### [Required action]
Without reproducing any picture, copy the records word for word.
---------- Information ----------
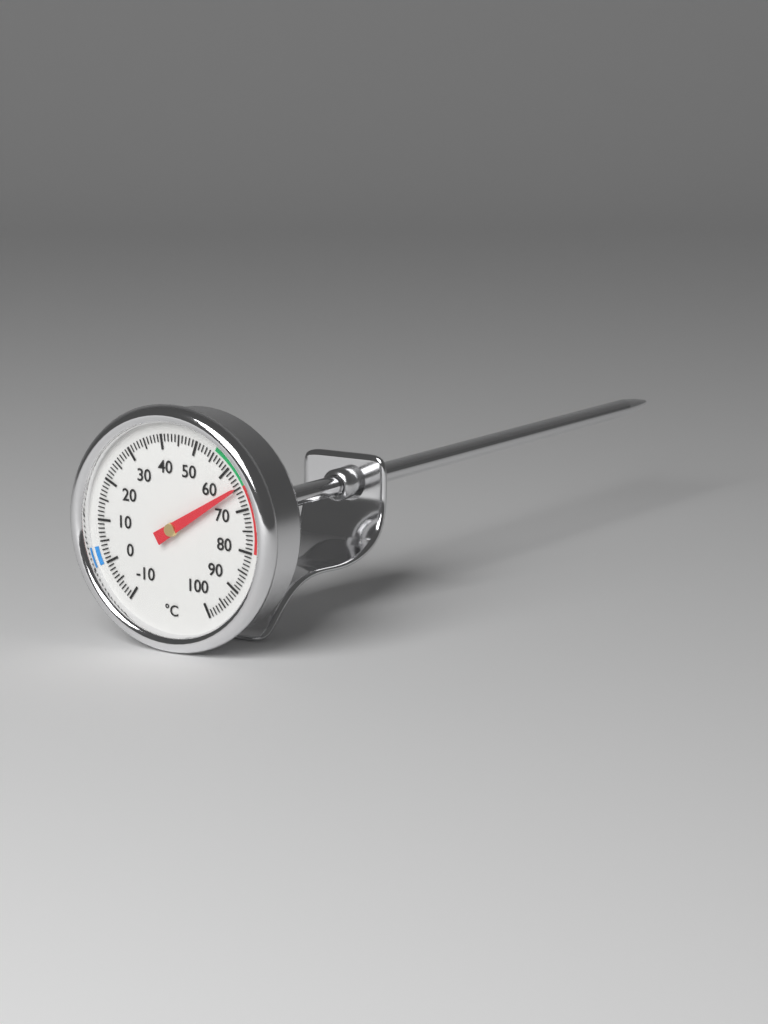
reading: 65 °C
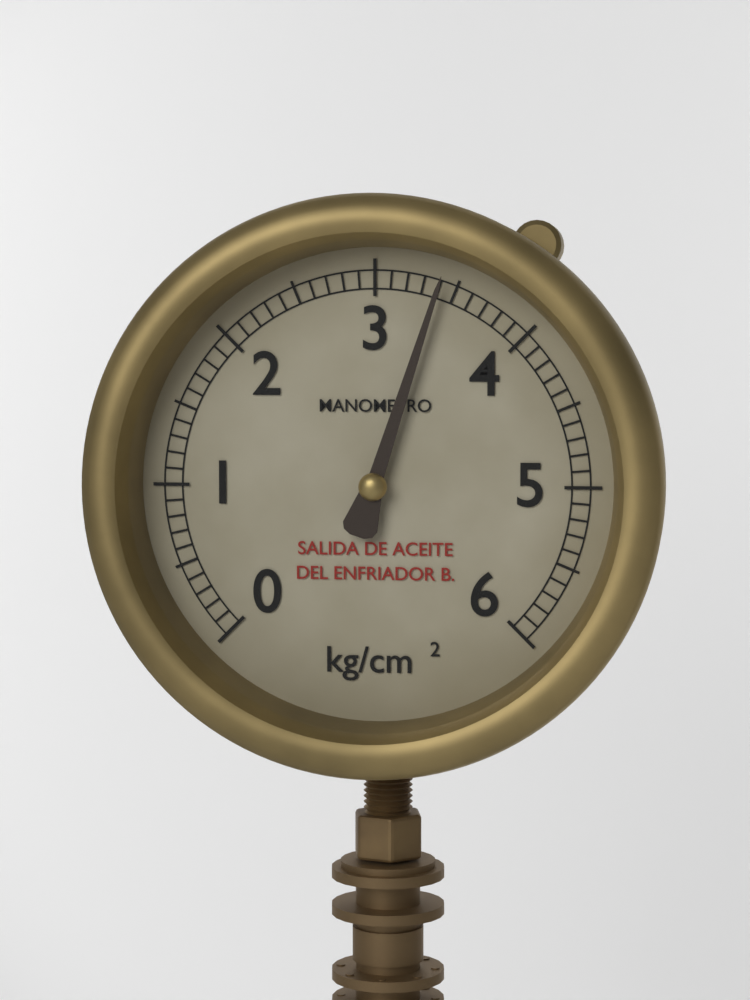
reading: 3.4 kg/cm²
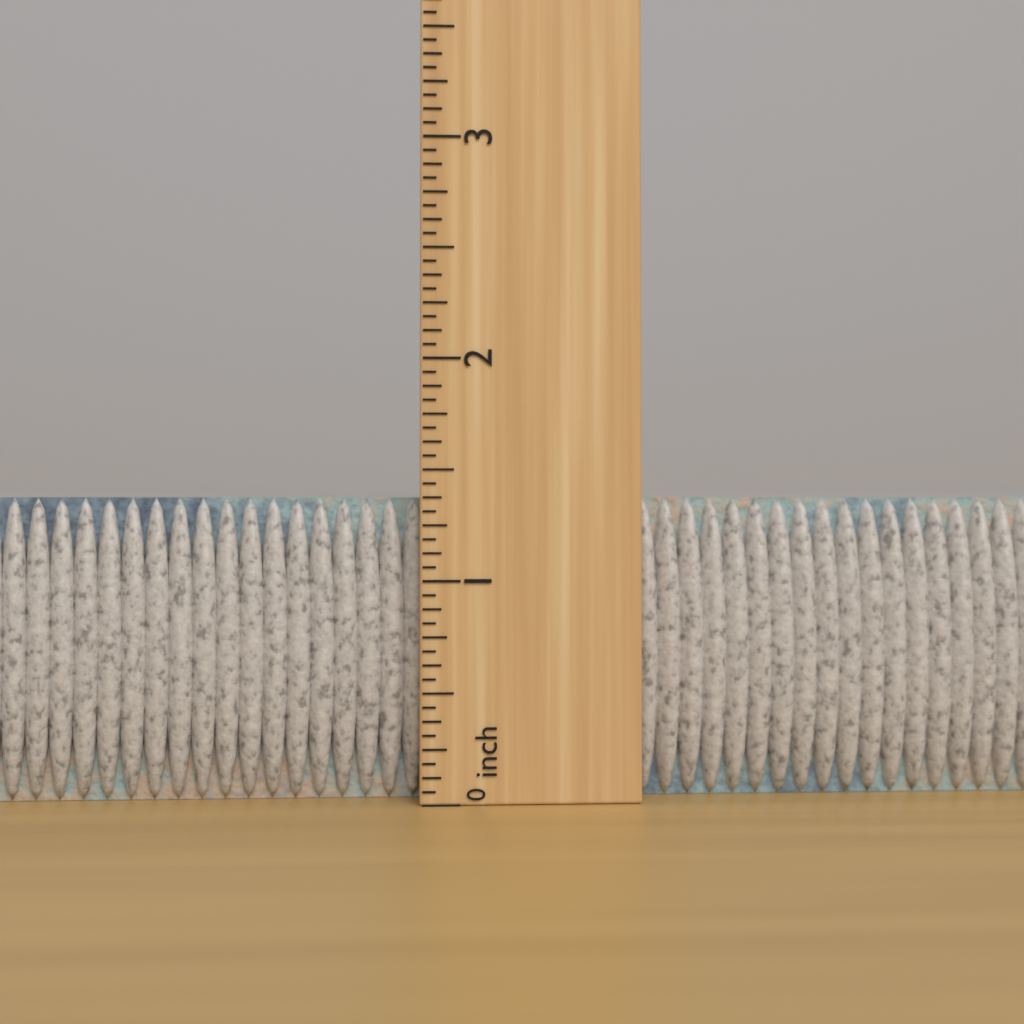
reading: 1.3750 inch
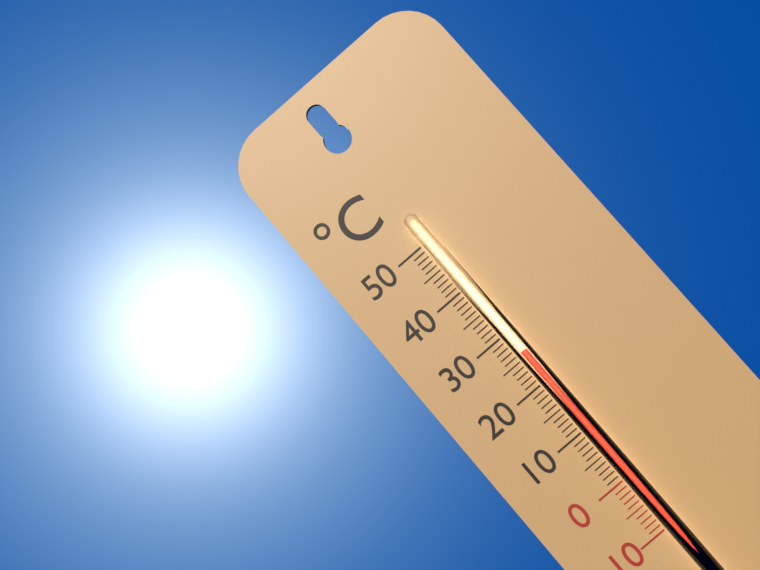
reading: 26 °C
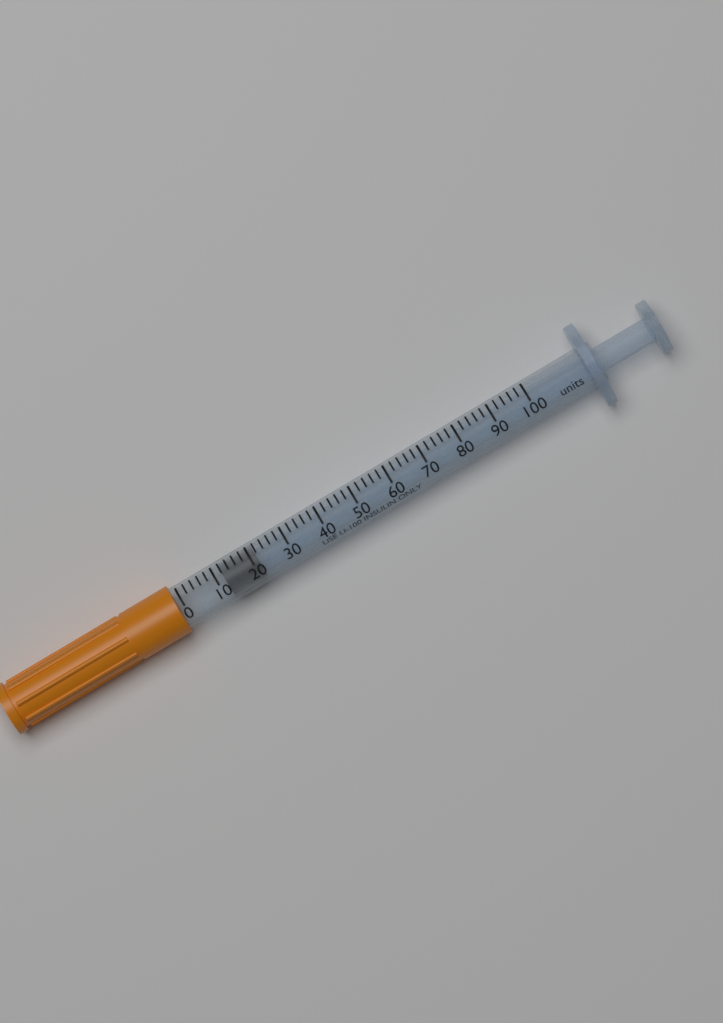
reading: 12 units
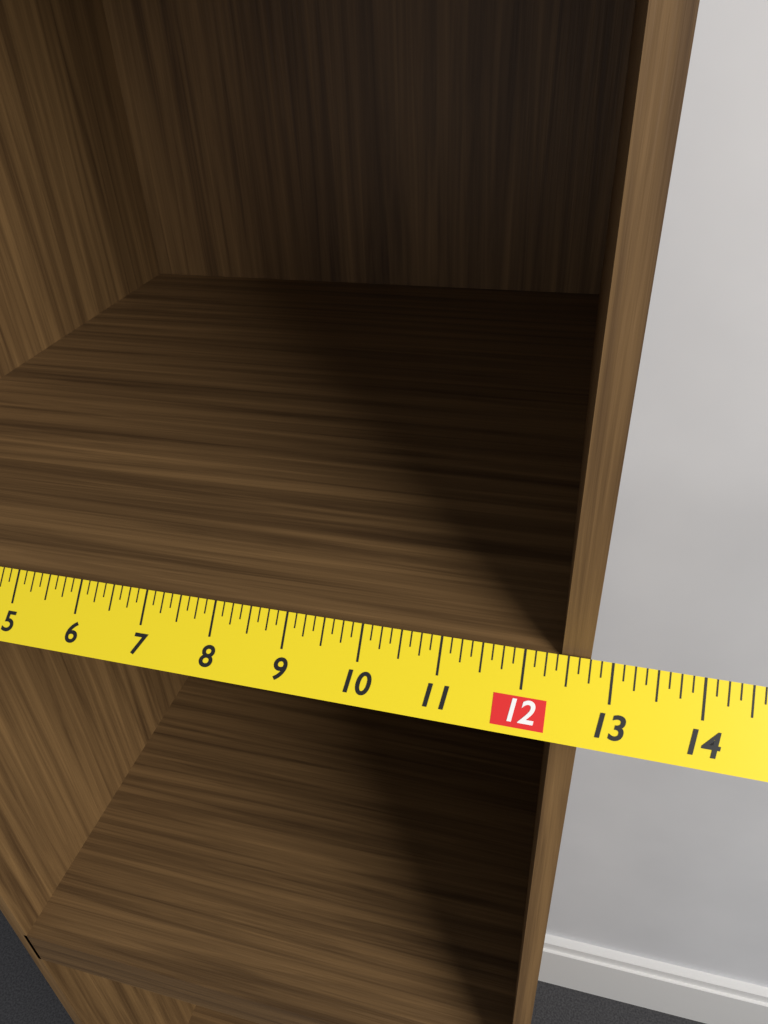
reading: 12.750 in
----------
### [Solution to the exercise]
reading: 65 °C
reading: 3.4 kg/cm²
reading: 1.3750 inch
reading: 26 °C
reading: 12 units
reading: 12.750 in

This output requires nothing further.